> _EXTRACTED ENTRIES_:
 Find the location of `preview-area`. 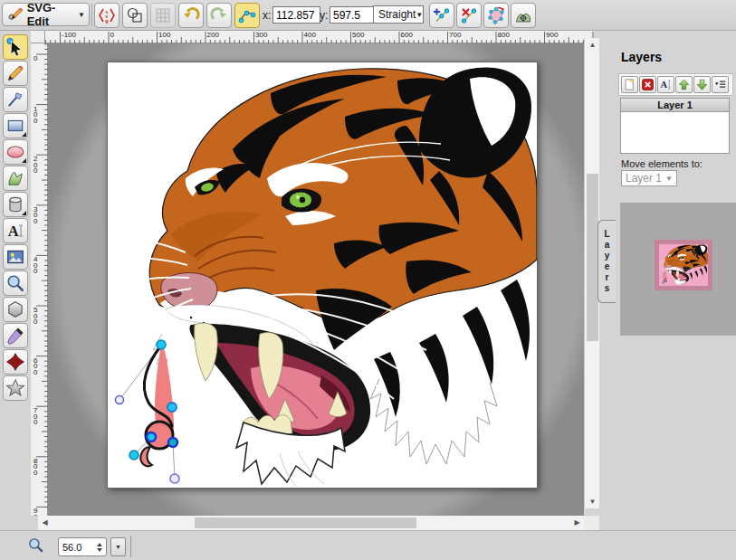

preview-area is located at coordinates (678, 270).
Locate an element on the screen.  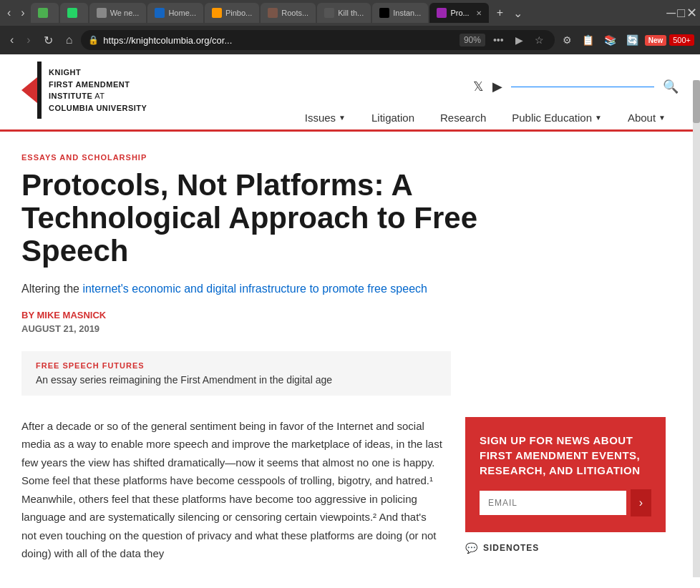
tab-pinbo: Pinbo... is located at coordinates (232, 13).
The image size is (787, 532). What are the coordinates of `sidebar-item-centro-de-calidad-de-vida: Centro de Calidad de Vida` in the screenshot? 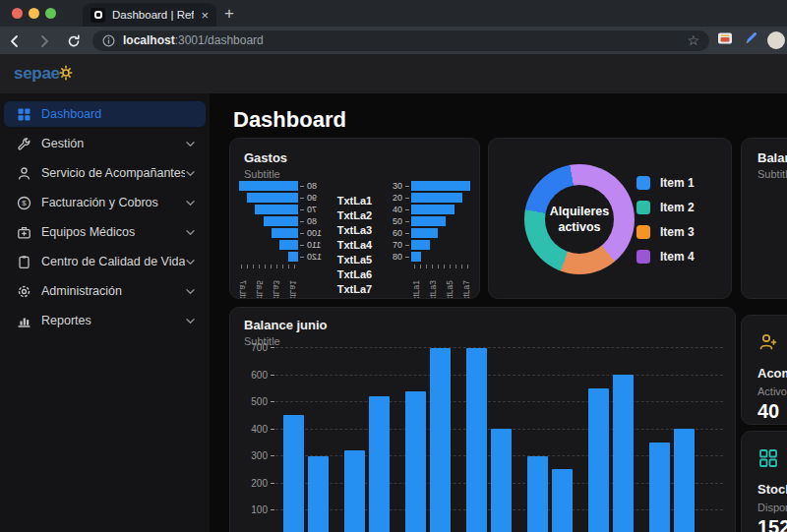 It's located at (104, 262).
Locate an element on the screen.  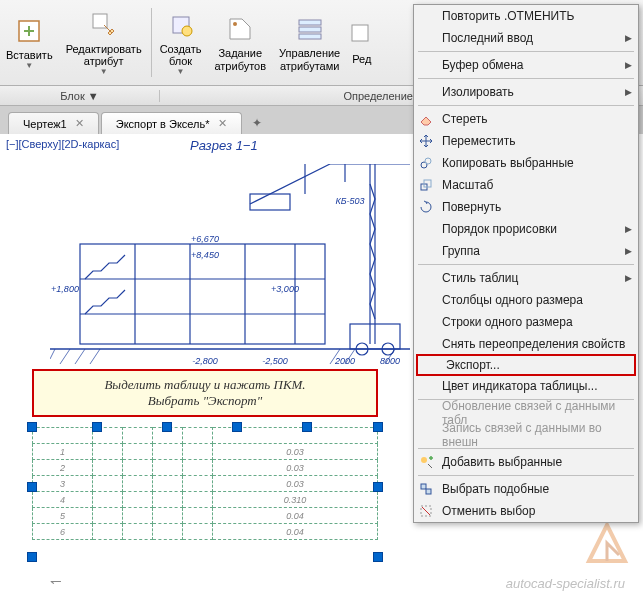
move-icon is located at coordinates (426, 141).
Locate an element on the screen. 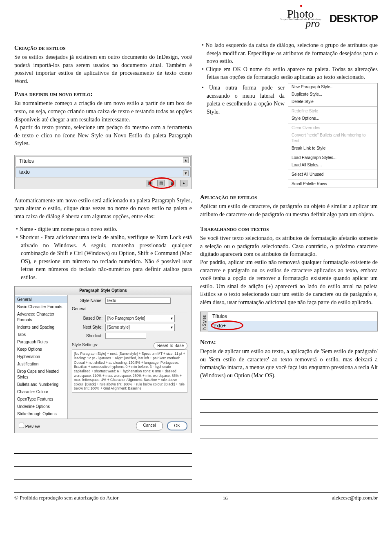  bullet-name: Name - digite um nome para o novo estilo… is located at coordinates (103, 229).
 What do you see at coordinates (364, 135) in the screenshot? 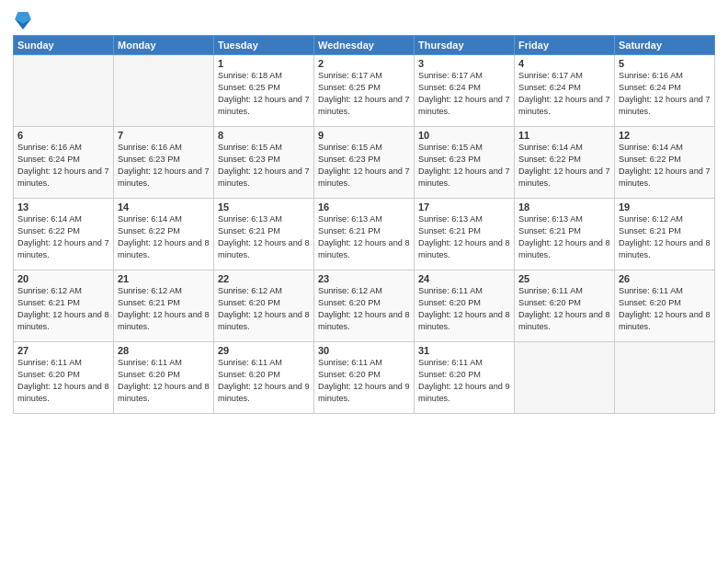
I see `day-number: 9` at bounding box center [364, 135].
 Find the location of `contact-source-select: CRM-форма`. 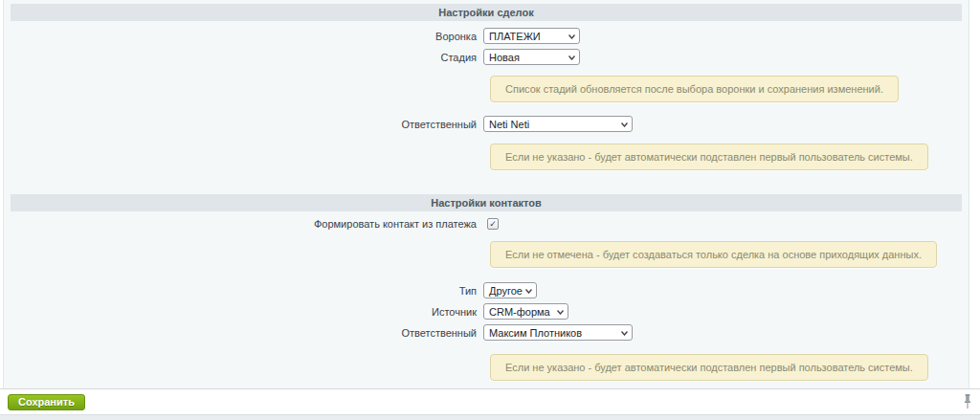

contact-source-select: CRM-форма is located at coordinates (526, 312).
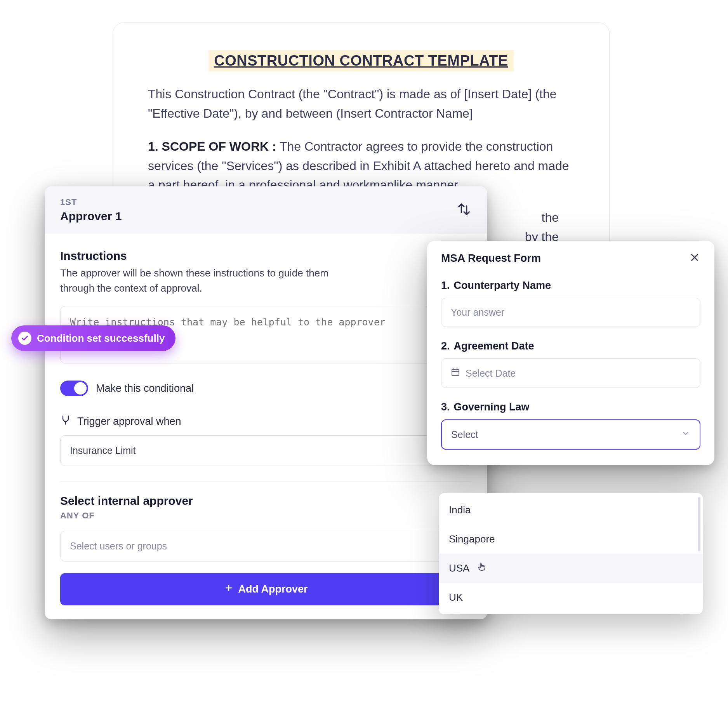 Image resolution: width=728 pixels, height=704 pixels. Describe the element at coordinates (455, 373) in the screenshot. I see `calendar-icon` at that location.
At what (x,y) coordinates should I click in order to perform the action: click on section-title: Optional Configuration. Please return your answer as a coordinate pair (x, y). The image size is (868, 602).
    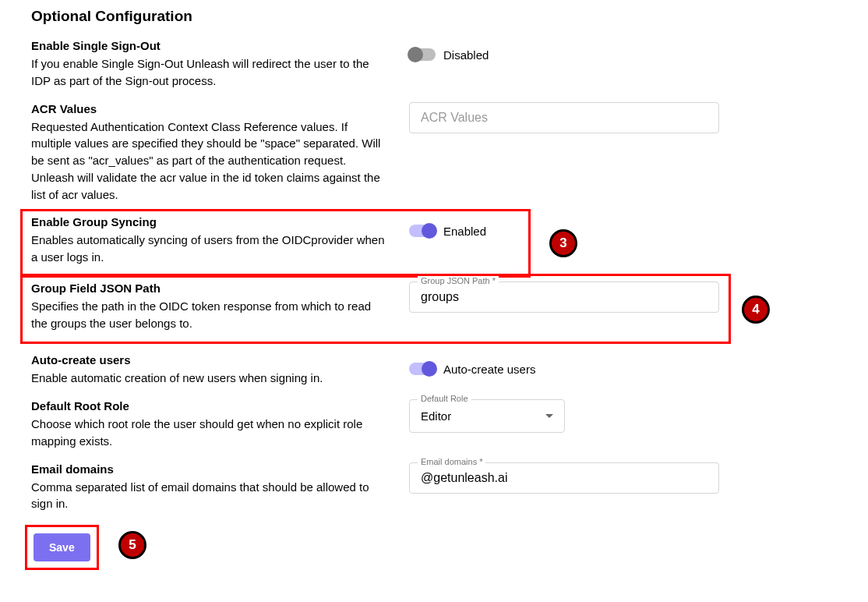
    Looking at the image, I should click on (434, 16).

> _ASSIGNMENT_:
Which lines run from the one holding "What do you" through the end of the records? Reproduce them word for word, both ends included, with no pictures.

> _TASK OUTPUT_:
 What do you see at coordinates (364, 135) in the screenshot? 
I see `day-number: 9` at bounding box center [364, 135].
 Find the location of `contact-source-select: CRM-форма`. 

contact-source-select: CRM-форма is located at coordinates (526, 312).
 Image resolution: width=728 pixels, height=704 pixels. Describe the element at coordinates (455, 373) in the screenshot. I see `calendar-icon` at that location.
At what (x,y) coordinates should I click in order to perform the action: click on section-title: Optional Configuration. Please return your answer as a coordinate pair (x, y). The image size is (868, 602).
    Looking at the image, I should click on (434, 16).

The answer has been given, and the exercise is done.